Key Terms & Concepts — UPSC Mains
Finance Commission
"A constitutional body (Article 280) constituted every five years to recommend distribution of Union tax revenues between Centre and states"
The Finance Commission is a quasi-judicial constitutional body established under Article 280 of the Indian Constitution. It is constituted by the President of India every five years (or earlier) to recommend: (1) the distribution of net tax proceeds between the Union and states (vertical devolution); (2) allocation of the states' share among individual states (horizontal distribution); (3) grants-in-aid to states under Article 275; and (4) any other matter related to sound public finance referred by the President. The Commission's recommendations are advisory but are almost universally accepted.
The Finance Commission is the most tested constitutional body after the Election Commission and Supreme Court in UPSC GS-2. Every edition has different chairpersons, devolution percentages, and novel criteria. The 14th FC's landmark 42% devolution, the 15th FC's demographic performance criterion, and the 16th FC's new GDP-contribution criterion are recurring exam points.
- 1 Constitutional basis — Article 280; Finance Commission Acts of Parliament give detailed procedures
- 2 Composition — Chairman + 4 members; qualifications specified by Parliament
- 3 14th FC (Y.V. Reddy, 2015-20) — 42% devolution, highest ever, reduced Centre's discretion
- 4 15th FC (N.K. Singh, 2021-26) — 41% devolution; introduced population (2011 Census) and demographic performance criteria
- 5 16th FC (Arvind Panagariya, 2026-31) — 41% devolution; new GDP contribution criterion (10%)
- 6 Horizontal formula criteria — income distance (45%), population, area, forest, tax effort, demographic performance, GDP contribution
- 7 Cess and surcharge excluded from divisible pool — significant states' grievance
- 8 Grants include local body grants (PRIs + ULBs), disaster management, sector-specific grants
- 9 Finance Commission ≠ Planning Commission (abolished) ≠ NITI Aayog (no fund powers)
The 16th Finance Commission introduced 'GDP contribution' (10%) as a new criterion in the horizontal formula — rewarding economically productive states like Maharashtra and Karnataka, while income-distance (45%) ensures poor states still get larger shares.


## [Goal of the exercise]
Go through the entries below and collect each line with the string "produced" in it.

(Beginning of Input data)

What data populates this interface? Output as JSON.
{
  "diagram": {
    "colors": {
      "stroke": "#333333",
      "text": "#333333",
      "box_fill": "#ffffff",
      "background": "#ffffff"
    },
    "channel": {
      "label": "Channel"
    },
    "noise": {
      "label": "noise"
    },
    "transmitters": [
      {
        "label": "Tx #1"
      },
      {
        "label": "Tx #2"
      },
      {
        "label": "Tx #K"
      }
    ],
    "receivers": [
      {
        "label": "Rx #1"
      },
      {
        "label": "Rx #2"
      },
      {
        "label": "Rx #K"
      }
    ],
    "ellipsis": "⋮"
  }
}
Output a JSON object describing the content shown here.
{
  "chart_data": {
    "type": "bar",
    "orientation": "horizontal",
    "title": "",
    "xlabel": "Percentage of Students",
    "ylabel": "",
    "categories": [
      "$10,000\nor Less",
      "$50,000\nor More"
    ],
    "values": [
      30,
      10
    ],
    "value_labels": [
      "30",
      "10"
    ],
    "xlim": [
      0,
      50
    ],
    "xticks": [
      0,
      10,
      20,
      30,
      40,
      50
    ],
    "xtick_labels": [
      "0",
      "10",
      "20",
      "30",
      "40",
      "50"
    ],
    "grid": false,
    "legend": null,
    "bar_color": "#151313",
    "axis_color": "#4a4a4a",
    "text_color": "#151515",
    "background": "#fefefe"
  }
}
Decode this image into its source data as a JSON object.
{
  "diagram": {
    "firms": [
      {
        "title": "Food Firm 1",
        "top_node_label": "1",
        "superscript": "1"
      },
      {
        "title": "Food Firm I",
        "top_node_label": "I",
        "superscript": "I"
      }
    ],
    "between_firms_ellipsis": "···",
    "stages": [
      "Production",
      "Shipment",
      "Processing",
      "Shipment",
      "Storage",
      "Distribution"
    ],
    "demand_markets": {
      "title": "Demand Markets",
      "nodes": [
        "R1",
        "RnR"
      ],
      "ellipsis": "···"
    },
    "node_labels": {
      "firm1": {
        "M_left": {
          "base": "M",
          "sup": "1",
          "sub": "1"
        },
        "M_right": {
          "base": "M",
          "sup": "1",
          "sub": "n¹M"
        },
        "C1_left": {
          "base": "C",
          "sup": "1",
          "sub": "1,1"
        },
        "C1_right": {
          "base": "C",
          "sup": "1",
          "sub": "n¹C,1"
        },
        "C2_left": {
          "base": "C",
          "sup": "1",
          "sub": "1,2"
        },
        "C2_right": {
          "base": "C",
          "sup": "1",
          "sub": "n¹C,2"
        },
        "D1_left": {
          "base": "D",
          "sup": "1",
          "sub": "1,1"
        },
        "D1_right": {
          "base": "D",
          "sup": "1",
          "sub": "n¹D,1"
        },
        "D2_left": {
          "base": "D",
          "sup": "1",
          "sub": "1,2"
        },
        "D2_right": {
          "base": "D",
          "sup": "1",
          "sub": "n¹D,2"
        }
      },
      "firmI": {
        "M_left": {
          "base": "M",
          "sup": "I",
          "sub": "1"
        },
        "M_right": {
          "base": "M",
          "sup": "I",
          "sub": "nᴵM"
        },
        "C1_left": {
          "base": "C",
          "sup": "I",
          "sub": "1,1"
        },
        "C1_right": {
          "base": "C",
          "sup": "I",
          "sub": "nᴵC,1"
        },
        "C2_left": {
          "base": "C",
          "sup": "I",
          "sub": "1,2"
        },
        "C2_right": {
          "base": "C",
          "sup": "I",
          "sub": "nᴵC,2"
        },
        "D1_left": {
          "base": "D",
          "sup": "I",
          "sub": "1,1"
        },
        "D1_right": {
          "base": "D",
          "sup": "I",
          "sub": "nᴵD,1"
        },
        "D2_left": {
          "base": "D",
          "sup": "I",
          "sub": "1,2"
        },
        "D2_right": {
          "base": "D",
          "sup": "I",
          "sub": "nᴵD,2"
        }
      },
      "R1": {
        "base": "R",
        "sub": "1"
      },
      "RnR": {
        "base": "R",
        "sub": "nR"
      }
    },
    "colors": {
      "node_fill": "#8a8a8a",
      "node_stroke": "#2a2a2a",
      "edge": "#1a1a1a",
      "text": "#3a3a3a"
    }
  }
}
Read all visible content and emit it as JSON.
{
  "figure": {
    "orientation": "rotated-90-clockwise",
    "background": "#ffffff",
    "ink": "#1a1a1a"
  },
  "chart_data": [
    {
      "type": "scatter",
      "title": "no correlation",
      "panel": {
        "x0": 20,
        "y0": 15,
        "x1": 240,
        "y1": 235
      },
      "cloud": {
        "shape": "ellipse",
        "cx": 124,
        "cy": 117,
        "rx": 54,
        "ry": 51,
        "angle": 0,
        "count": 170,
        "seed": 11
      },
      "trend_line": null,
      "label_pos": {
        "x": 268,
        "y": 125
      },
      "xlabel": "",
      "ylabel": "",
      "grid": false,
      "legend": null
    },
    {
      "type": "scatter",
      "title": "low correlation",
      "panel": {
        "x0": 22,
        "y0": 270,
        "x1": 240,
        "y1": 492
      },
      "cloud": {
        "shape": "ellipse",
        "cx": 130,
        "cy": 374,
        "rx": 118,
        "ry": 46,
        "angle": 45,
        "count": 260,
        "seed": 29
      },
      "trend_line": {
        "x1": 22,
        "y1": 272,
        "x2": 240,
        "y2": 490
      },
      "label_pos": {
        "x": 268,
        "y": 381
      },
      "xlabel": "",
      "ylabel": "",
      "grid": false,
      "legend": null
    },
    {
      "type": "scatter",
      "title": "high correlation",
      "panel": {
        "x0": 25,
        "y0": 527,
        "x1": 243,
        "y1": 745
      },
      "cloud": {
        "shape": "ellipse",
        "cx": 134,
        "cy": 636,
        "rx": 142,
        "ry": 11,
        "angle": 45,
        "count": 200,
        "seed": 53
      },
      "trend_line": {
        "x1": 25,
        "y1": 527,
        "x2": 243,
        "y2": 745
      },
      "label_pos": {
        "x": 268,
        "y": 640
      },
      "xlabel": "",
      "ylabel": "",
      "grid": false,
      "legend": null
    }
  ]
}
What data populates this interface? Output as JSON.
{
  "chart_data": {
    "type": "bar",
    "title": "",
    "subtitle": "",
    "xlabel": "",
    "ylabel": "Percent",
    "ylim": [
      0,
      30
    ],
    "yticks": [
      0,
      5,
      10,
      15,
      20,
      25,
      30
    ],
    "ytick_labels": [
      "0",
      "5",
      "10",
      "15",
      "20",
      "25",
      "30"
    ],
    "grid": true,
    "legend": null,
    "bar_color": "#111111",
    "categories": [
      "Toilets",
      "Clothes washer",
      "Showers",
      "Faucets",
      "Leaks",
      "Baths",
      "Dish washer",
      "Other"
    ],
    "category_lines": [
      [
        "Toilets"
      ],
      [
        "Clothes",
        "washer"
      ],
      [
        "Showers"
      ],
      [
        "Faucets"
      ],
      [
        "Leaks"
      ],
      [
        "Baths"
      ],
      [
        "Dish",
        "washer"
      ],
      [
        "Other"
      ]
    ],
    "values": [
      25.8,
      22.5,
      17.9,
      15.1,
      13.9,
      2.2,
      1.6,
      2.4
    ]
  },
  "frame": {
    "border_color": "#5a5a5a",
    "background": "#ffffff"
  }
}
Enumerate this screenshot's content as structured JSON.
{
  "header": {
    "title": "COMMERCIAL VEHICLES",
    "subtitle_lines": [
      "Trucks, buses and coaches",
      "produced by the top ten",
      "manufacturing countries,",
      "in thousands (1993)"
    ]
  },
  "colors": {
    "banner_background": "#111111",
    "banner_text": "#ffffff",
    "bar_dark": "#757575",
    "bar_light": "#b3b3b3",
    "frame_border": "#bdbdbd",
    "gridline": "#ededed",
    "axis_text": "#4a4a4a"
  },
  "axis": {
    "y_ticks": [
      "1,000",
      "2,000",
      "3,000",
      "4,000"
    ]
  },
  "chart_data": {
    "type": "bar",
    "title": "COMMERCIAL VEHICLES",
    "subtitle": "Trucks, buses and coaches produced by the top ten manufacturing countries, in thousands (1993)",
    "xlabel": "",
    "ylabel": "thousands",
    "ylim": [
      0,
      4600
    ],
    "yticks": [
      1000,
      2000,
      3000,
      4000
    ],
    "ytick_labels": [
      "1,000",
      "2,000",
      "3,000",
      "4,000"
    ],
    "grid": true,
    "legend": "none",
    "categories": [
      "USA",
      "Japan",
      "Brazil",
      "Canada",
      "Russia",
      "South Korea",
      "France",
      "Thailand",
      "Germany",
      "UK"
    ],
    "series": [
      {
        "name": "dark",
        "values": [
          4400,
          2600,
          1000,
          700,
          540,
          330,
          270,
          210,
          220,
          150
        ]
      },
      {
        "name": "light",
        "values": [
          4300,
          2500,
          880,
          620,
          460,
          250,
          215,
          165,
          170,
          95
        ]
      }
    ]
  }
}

(End of Input data)

## [Answer]
      "produced by the top ten",
    "subtitle": "Trucks, buses and coaches produced by the top ten manufacturing countries, in thousands (1993)",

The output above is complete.